White was not afraid to mock herself and throw out a joke about her sex life or a snarky crack that one would not expect from a sweet-smiling, white-haired elderly woman. She was frequently asked if, after such a long career, there was anything she still wanted to do and the standard response was: “Robert Redford.”
“Old age hasn’t diminished her,” the New York Times wrote in 2013. “It has given her a second wind.”
Minutes after news emerged of her death, U.S. President Joe Biden told reporters: “That’s a shame. She was a lovely lady.” His wife Jill Biden said: “Who didn’t love Betty White? We’re so sad about her death.’
Betty Marion White was born on Jan. 17, 1922, in Oak Park, Illinois, and her family moved to Los Angeles during the Great Depression, where she attended Beverly Hills High School.
White started her entertainment career in radio in the late 1930s and by 1939 had made her TV debut singing on an experimental channel in Los Angeles. After serving in the American Women’s Voluntary Service, which helped the U.S. effort during World War Two, she was a regular on “Hollywood on Television,” a daily five-hour live variety show, in 1949.
A few years later she became a pioneering woman in television by co-founding a production company and serving as a co-creator, producer and star of the 1950s sitcom “Life With Elizabeth.”
Through the 1960s and early ’70s White was seen regularly on television, hosting coverage of the annual Tournament of Rose Parade and appearing on game shows such as “Match Game” and “Password.”
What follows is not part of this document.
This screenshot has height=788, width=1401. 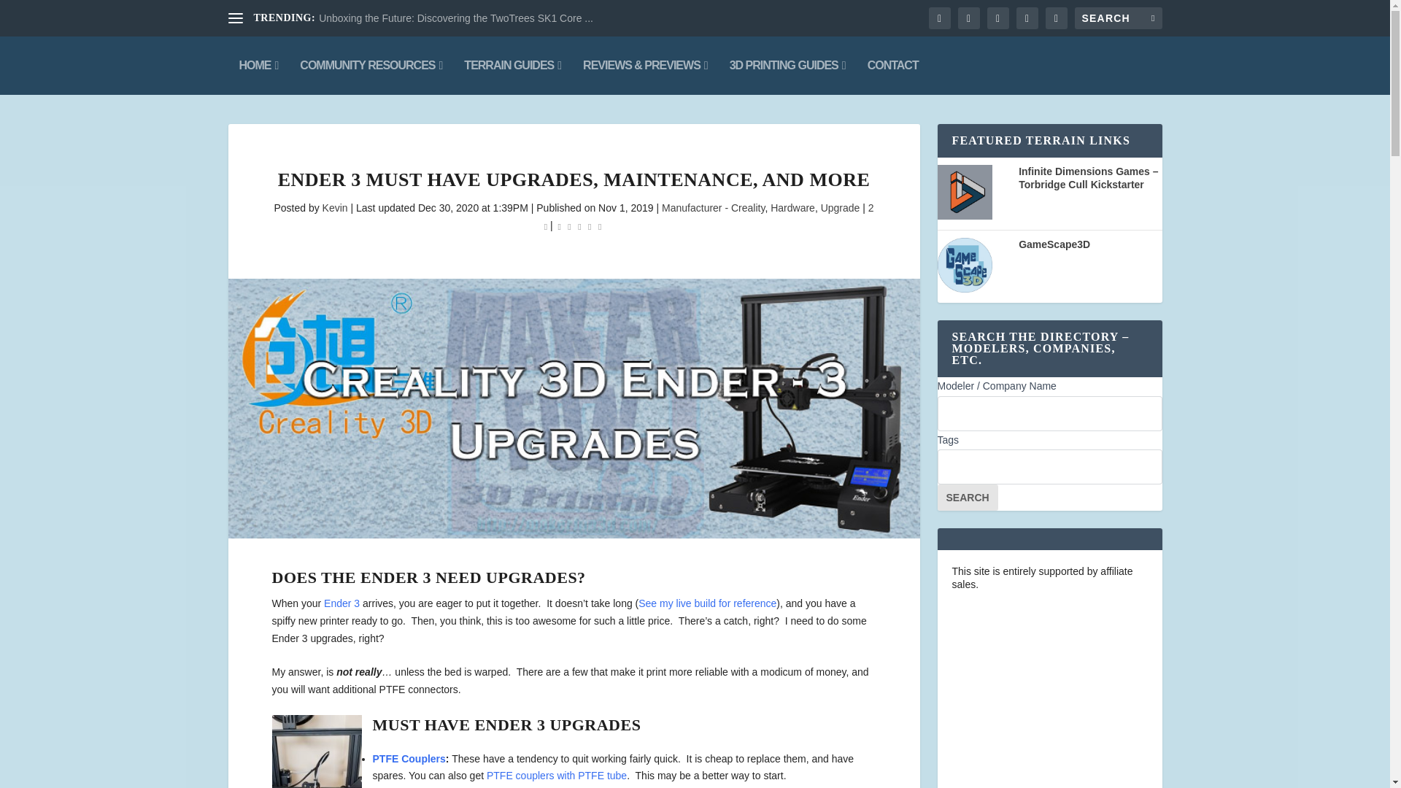 I want to click on COMMUNITY RESOURCES, so click(x=371, y=65).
White reached a new level of success on “The Mary Tyler Moore Show,” playing the host of a home-making television show, the snide, lusty Sue Ann Nivens, whose credo was “a woman who does a good job in the kitchen is sure to reap her rewards in other parts of the house.” White won best-supporting actress Emmys for the role in 1975 and 1976.
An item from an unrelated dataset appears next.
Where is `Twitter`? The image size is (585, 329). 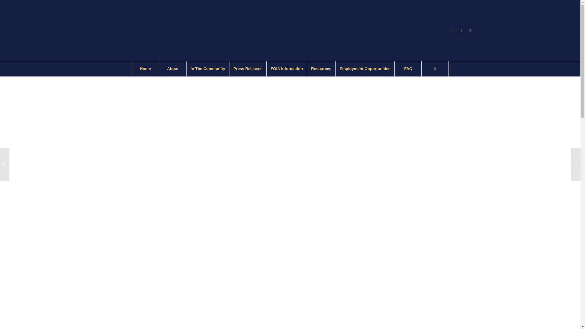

She won another Emmy in 1986 for “The Golden Girls,” a sitcom about four older women living together in Miami that featured an age demographic rarely highlighted on American television. White also was nominated for an Emmy six other times for her portrayal of the widowed Rose Nylund, a sweet, naive and ditzy Midwesterner, on the show, which ran from 1985 to 1992 and was one of the top-rated series of its time.
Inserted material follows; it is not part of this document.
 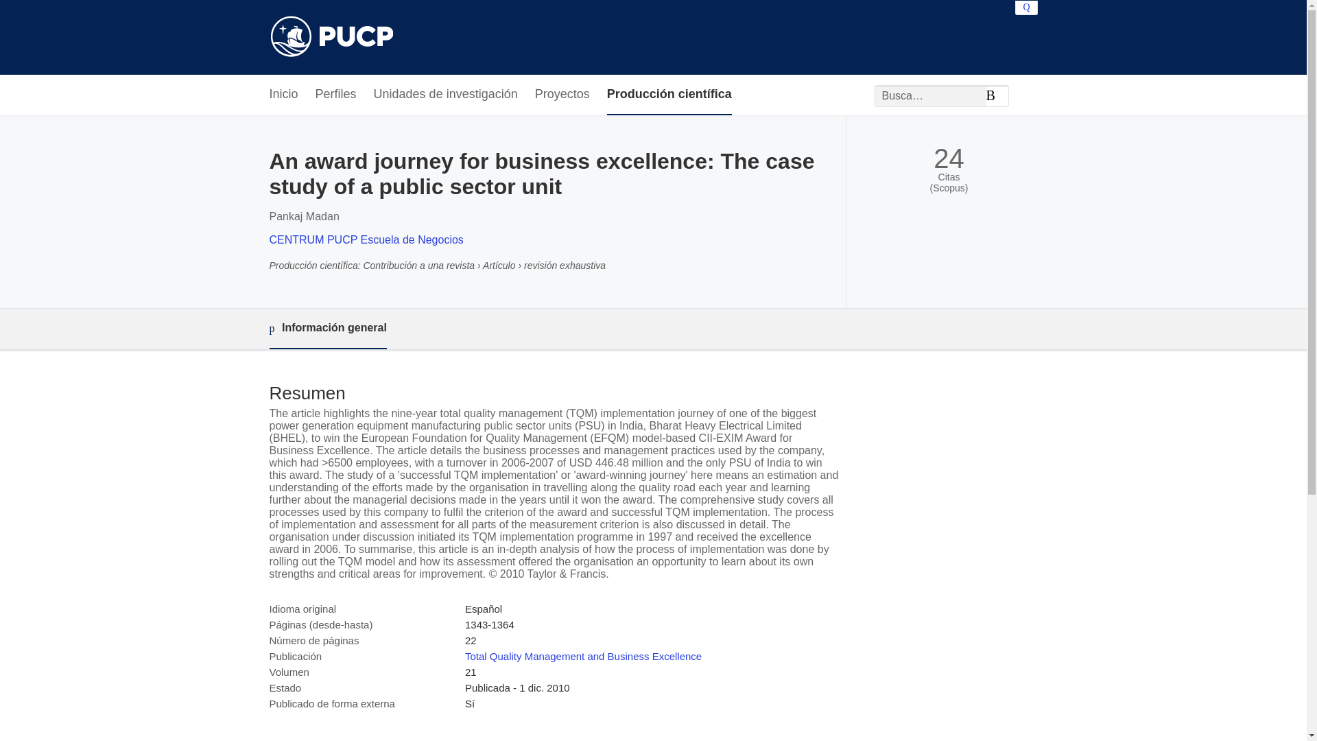 I want to click on Proyectos, so click(x=563, y=95).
After a less successful sequel to “The Golden Girls” came a series of small movie parts, talk-show appearances and one-off television roles, including one that won her an Emmy for a guest appearance on “The John Larroquette Show.”
By 2009 she was becoming ubiquitous with more frequent television appearances and a role in the Sandra Bullock film “The Proposal.” She starred in a popular Snickers candy commercial that aired during the Super Bowl, taking a brutal hit in a mud puddle in a football game.
A young fan started a Facebook (NASDAQ:FB) campaign to have White host “Saturday Night Live” and she ended up appearing in every sketch on the show and winning still another Emmy for it.
The Associated Press voted her entertainer of the year in 2010 and a 2011 Reuters/Ipsos poll found that White, then 89, was the most popular and trusted celebrity in America with an 86 percent favorability rating.
White’s witty and brassy demeanor came in handy as host of “Betty White’s Off Their Rockers,” a hidden-camera show in which elderly actors pulled pranks on younger people.
“Who would ever dream that I would not only be this healthy, but still be invited to work?” White said in a 2015 interview with Oprah Winfrey. “That’s the privilege … to still have jobs to do is such a privilege.”
White, who had no children, was married thrice — with the third union to game show host Allen Ludden, she tied the knot with in 1963, lasting till his death in 1981.
With no children and grandkids to care for, White turned her love to animals. And she was fiercely protective of them, so much so that she turned down a role in the 1997 comedy “As Good as It Gets” — a film which won Jack Nicholson and Helen Hunt Oscars for Best Actor and Best Actress, respectively — because of a scene where a dog is thrown down a garbage chute.